**SOURCE RECORDS**:
+++

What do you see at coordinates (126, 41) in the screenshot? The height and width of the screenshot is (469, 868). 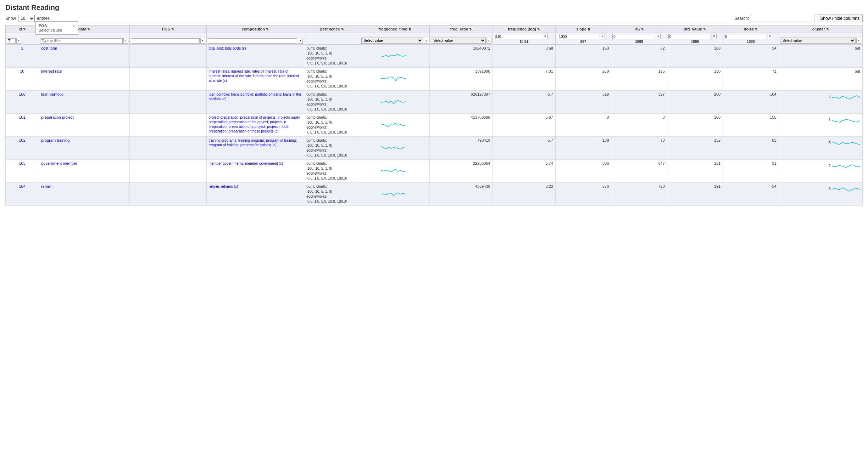 I see `filter-data-clear: ×` at bounding box center [126, 41].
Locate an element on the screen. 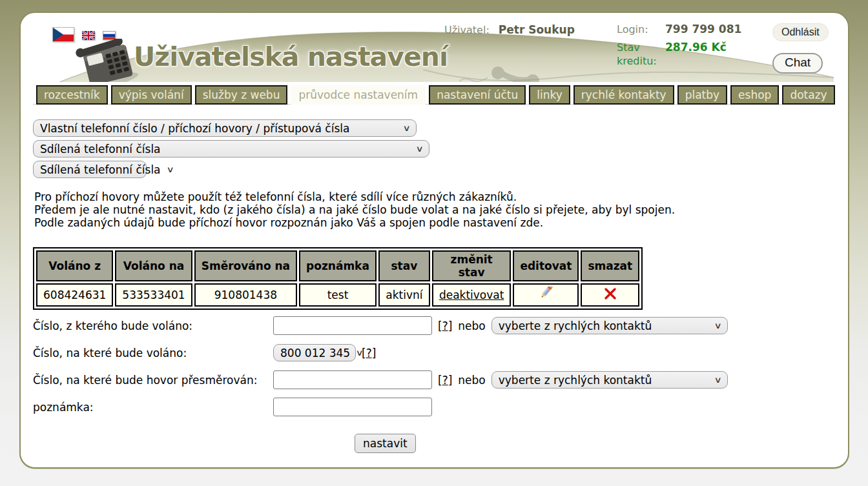 This screenshot has width=868, height=486. subcategory-select-value: Sdílená telefonní čísla is located at coordinates (101, 149).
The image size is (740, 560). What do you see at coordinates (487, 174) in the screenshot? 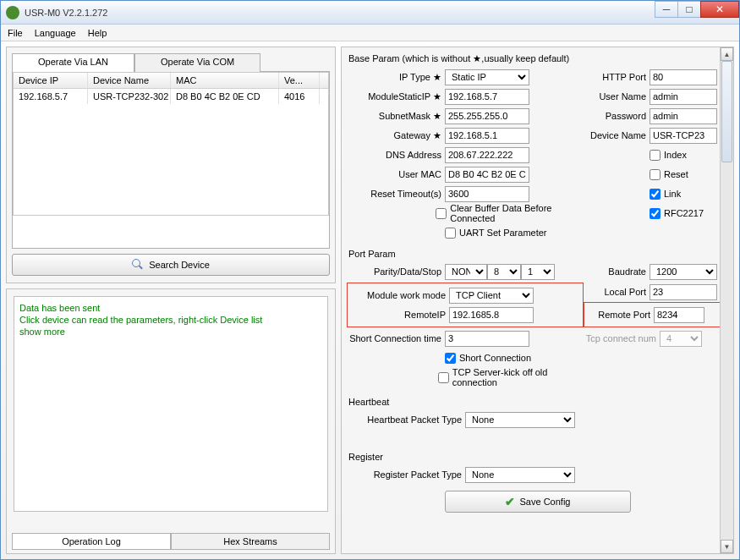
I see `user-mac-input` at bounding box center [487, 174].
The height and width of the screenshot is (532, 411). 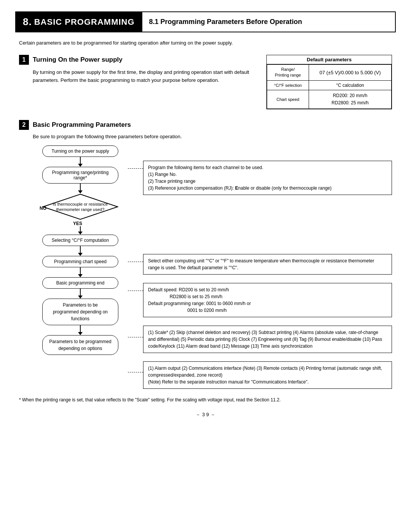 What do you see at coordinates (268, 339) in the screenshot?
I see `flow-note-func: (1) Scale* (2) Skip (channel deletion an…` at bounding box center [268, 339].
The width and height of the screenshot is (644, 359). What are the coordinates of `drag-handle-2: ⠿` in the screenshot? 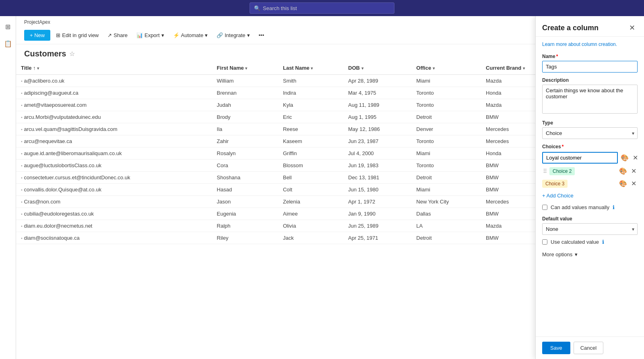 It's located at (545, 171).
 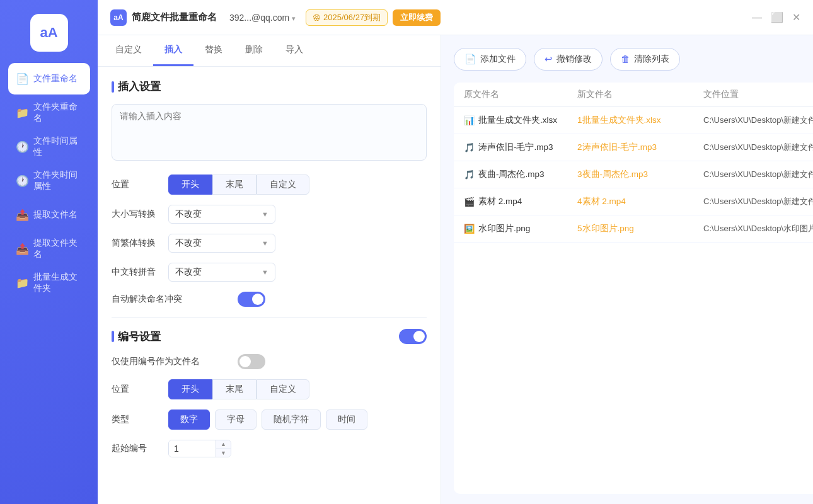 What do you see at coordinates (140, 420) in the screenshot?
I see `type-label: 类型` at bounding box center [140, 420].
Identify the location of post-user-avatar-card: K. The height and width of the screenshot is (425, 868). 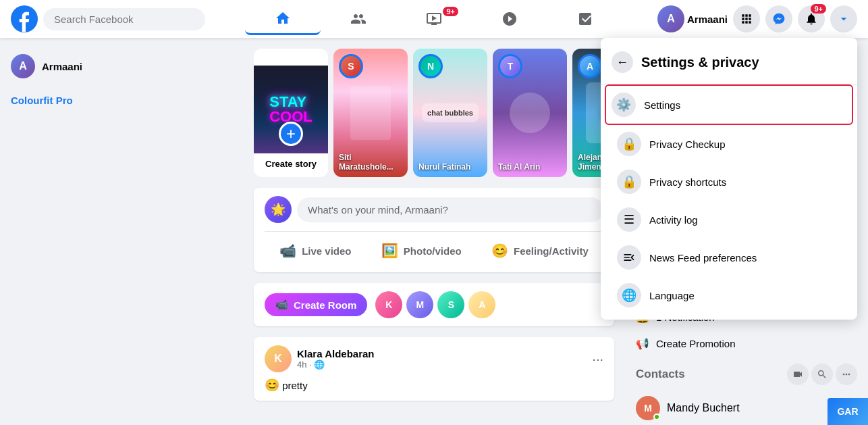
(278, 359).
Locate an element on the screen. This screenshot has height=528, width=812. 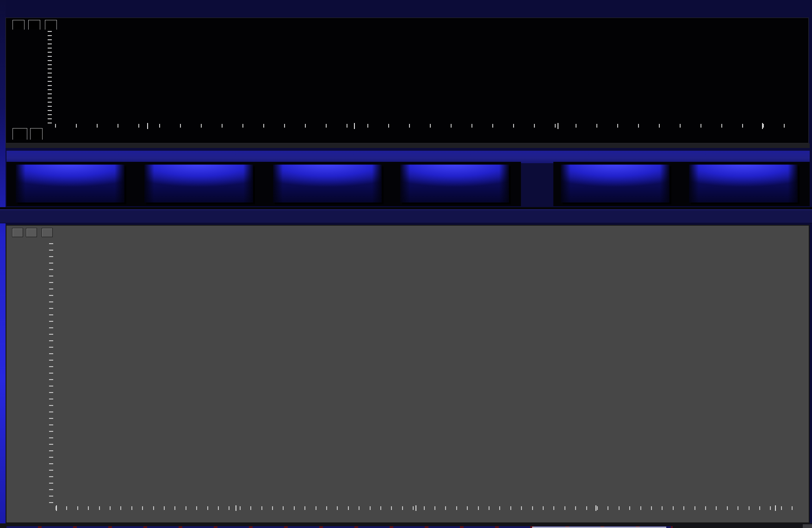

+++

**WORK INSTRUCTION**: In the records above, find the line containing "Identify the location", then write out exactly that line and every later one through the last, omitting pictures.

**RESULT OF THIS TASK**:
Identify the location of post-user-avatar-card: K. The height and width of the screenshot is (425, 868). 
(278, 359).
Locate an element on the screen. This screenshot has height=528, width=812. 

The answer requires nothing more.